Cloak and Dagger (Fritz Lang / U.S., 1946):

"Put it in code." The slaughter of two spies at the French-Spanish border is followed by a pair of pins removed from a map halfway across the globe, just a condensed Fritz Lang class on signs and meanings. "How's work in nuclear physics these days?" The transformation from apple to doomsday device is indicative of the dry surrealism at play, it also informs the university professor's (Gary Cooper) enlistment as O.S.S. secret agent, a boyhood fantasy swiftly darkenened. Europe's old order is dying as their discoveries are used for modern evil, one elderly atomic researcher (Helene Thimig) is blasted by the Nazi in a Swiss chalet while another (Vladimir Sokoloff) is imprisoned in a manor under Mussolini's glaring portrait.
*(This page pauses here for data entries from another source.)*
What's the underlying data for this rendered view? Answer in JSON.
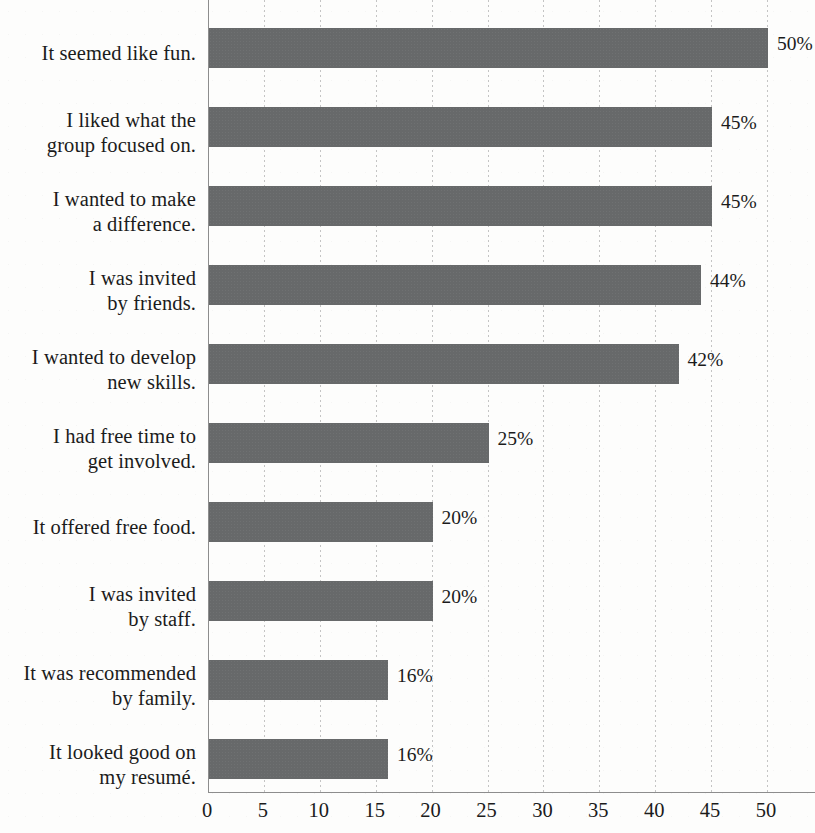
{
  "chart_data": {
    "type": "bar",
    "orientation": "horizontal",
    "title": "",
    "subtitle": "",
    "xlabel": "",
    "ylabel": "",
    "xlim": [
      0,
      50
    ],
    "x_tick_step": 5,
    "grid": "vertical dotted gridlines at each x tick",
    "legend": "none",
    "value_label_suffix": "%",
    "bar_color": "#67696a",
    "categories": [
      "It seemed like fun.",
      "I liked what the\ngroup focused on.",
      "I wanted to make\na difference.",
      "I was invited\nby friends.",
      "I wanted to develop\nnew skills.",
      "I had free time to\nget involved.",
      "It offered free food.",
      "I was invited\nby staff.",
      "It was recommended\nby family.",
      "It looked good on\nmy resumé."
    ],
    "values": [
      50,
      45,
      45,
      44,
      42,
      25,
      20,
      20,
      16,
      16
    ],
    "value_labels": [
      "50%",
      "45%",
      "45%",
      "44%",
      "42%",
      "25%",
      "20%",
      "20%",
      "16%",
      "16%"
    ],
    "x_tick_labels": [
      "0",
      "5",
      "10",
      "15",
      "20",
      "25",
      "30",
      "35",
      "40",
      "45",
      "50"
    ],
    "x_tick_values": [
      0,
      5,
      10,
      15,
      20,
      25,
      30,
      35,
      40,
      45,
      50
    ]
  }
}
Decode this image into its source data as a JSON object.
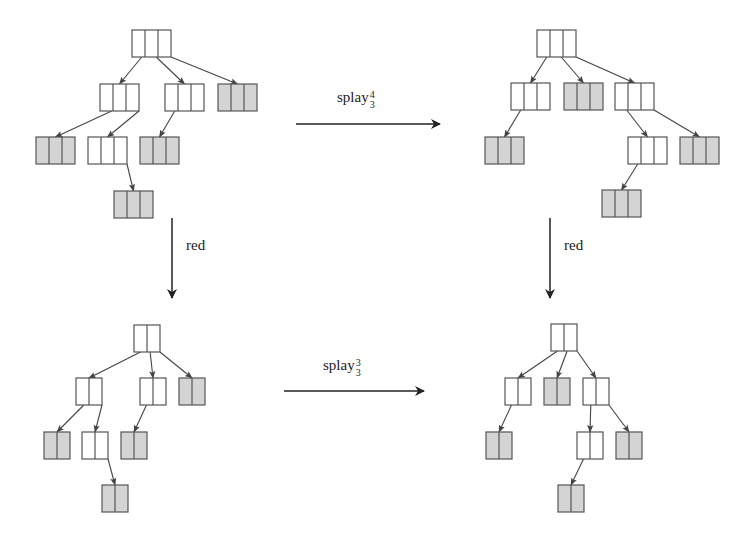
{
  "diagram": {
    "type": "tree-transformation-diagram",
    "colors": {
      "stroke": "#555555",
      "shaded_fill": "#d4d4d4",
      "white_fill": "#ffffff",
      "arrow": "#222222"
    },
    "trees": [
      {
        "id": "top-left",
        "cells_per_node": 3,
        "nodes": [
          {
            "id": "r",
            "x": 132,
            "y": 30,
            "shaded": false
          },
          {
            "id": "a",
            "x": 100,
            "y": 84,
            "shaded": false,
            "parent": "r"
          },
          {
            "id": "b",
            "x": 165,
            "y": 84,
            "shaded": false,
            "parent": "r"
          },
          {
            "id": "c",
            "x": 218,
            "y": 84,
            "shaded": true,
            "parent": "r"
          },
          {
            "id": "d",
            "x": 36,
            "y": 137,
            "shaded": true,
            "parent": "a"
          },
          {
            "id": "e",
            "x": 88,
            "y": 137,
            "shaded": false,
            "parent": "a"
          },
          {
            "id": "f",
            "x": 140,
            "y": 137,
            "shaded": true,
            "parent": "b"
          },
          {
            "id": "g",
            "x": 114,
            "y": 191,
            "shaded": true,
            "parent": "e"
          }
        ]
      },
      {
        "id": "top-right",
        "cells_per_node": 3,
        "nodes": [
          {
            "id": "r",
            "x": 537,
            "y": 30,
            "shaded": false
          },
          {
            "id": "a",
            "x": 511,
            "y": 83,
            "shaded": false,
            "parent": "r"
          },
          {
            "id": "b",
            "x": 564,
            "y": 83,
            "shaded": true,
            "parent": "r"
          },
          {
            "id": "c",
            "x": 615,
            "y": 83,
            "shaded": false,
            "parent": "r"
          },
          {
            "id": "d",
            "x": 485,
            "y": 137,
            "shaded": true,
            "parent": "a"
          },
          {
            "id": "e",
            "x": 628,
            "y": 137,
            "shaded": false,
            "parent": "c"
          },
          {
            "id": "f",
            "x": 680,
            "y": 137,
            "shaded": true,
            "parent": "c"
          },
          {
            "id": "g",
            "x": 602,
            "y": 190,
            "shaded": true,
            "parent": "e"
          }
        ]
      },
      {
        "id": "bottom-left",
        "cells_per_node": 2,
        "nodes": [
          {
            "id": "r",
            "x": 134,
            "y": 325,
            "shaded": false
          },
          {
            "id": "a",
            "x": 76,
            "y": 378,
            "shaded": false,
            "parent": "r"
          },
          {
            "id": "b",
            "x": 140,
            "y": 378,
            "shaded": false,
            "parent": "r"
          },
          {
            "id": "c",
            "x": 179,
            "y": 378,
            "shaded": true,
            "parent": "r"
          },
          {
            "id": "d",
            "x": 44,
            "y": 432,
            "shaded": true,
            "parent": "a"
          },
          {
            "id": "e",
            "x": 82,
            "y": 432,
            "shaded": false,
            "parent": "a"
          },
          {
            "id": "f",
            "x": 121,
            "y": 432,
            "shaded": true,
            "parent": "b"
          },
          {
            "id": "g",
            "x": 102,
            "y": 485,
            "shaded": true,
            "parent": "e"
          }
        ]
      },
      {
        "id": "bottom-right",
        "cells_per_node": 2,
        "nodes": [
          {
            "id": "r",
            "x": 551,
            "y": 324,
            "shaded": false
          },
          {
            "id": "a",
            "x": 505,
            "y": 378,
            "shaded": false,
            "parent": "r"
          },
          {
            "id": "b",
            "x": 544,
            "y": 378,
            "shaded": true,
            "parent": "r"
          },
          {
            "id": "c",
            "x": 583,
            "y": 378,
            "shaded": false,
            "parent": "r"
          },
          {
            "id": "d",
            "x": 486,
            "y": 432,
            "shaded": true,
            "parent": "a"
          },
          {
            "id": "e",
            "x": 577,
            "y": 432,
            "shaded": false,
            "parent": "c"
          },
          {
            "id": "f",
            "x": 616,
            "y": 432,
            "shaded": true,
            "parent": "c"
          },
          {
            "id": "g",
            "x": 558,
            "y": 485,
            "shaded": true,
            "parent": "e"
          }
        ]
      }
    ],
    "arrows": [
      {
        "id": "top-horizontal",
        "label_base": "splay",
        "label_sub": "3",
        "label_sup": "4",
        "x1": 296,
        "y1": 124,
        "x2": 440,
        "y2": 124
      },
      {
        "id": "bottom-horizontal",
        "label_base": "splay",
        "label_sub": "3",
        "label_sup": "3",
        "x1": 284,
        "y1": 391,
        "x2": 424,
        "y2": 391
      },
      {
        "id": "left-vertical",
        "label": "red",
        "x1": 172,
        "y1": 218,
        "x2": 172,
        "y2": 298
      },
      {
        "id": "right-vertical",
        "label": "red",
        "x1": 550,
        "y1": 218,
        "x2": 550,
        "y2": 298
      }
    ]
  },
  "labels": {
    "top_splay": {
      "base": "splay",
      "sup": "4",
      "sub": "3"
    },
    "bottom_splay": {
      "base": "splay",
      "sup": "3",
      "sub": "3"
    },
    "left_red": "red",
    "right_red": "red"
  }
}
Another rhyme has the glamorous American double-agent (Marjorie Hoshelle) replaced by the scrappy Italian partisan (Lilli Palmer) with camisole and machine-gun, hardened by struggle yet momentarily softened by a soldier's half-remembered ditty. "Are you writing me poetry?" "In a way, yes." A view of the war from the aftermath, formed by the knowledge that the horrors are merely beginning. The Liliom carousel is stalled and full of scrawled equations, the M bouncing ball punctuates the close of Cooper's remarkable scuffle with the fascist officer (Marc Lawrence). (Staged with broken limbs and scarring gouges and scored to a jolly street band, it's expanded by Hitchcock in Torn Curtain.) The faulty engine and the hungry cat, "the things we can't control" that are the stuff of nightmares for a perfectionist auteur. Above all the Pandora's Box reimagined in Kiss Me Deadly: Triumphant fanfare plays for "free science at the service of humanity," but Lang has seen Hiroshima. With Robert Alda, J. Edward Bromberg, Ludwig Stössel, and Dan Seymour. In black and white.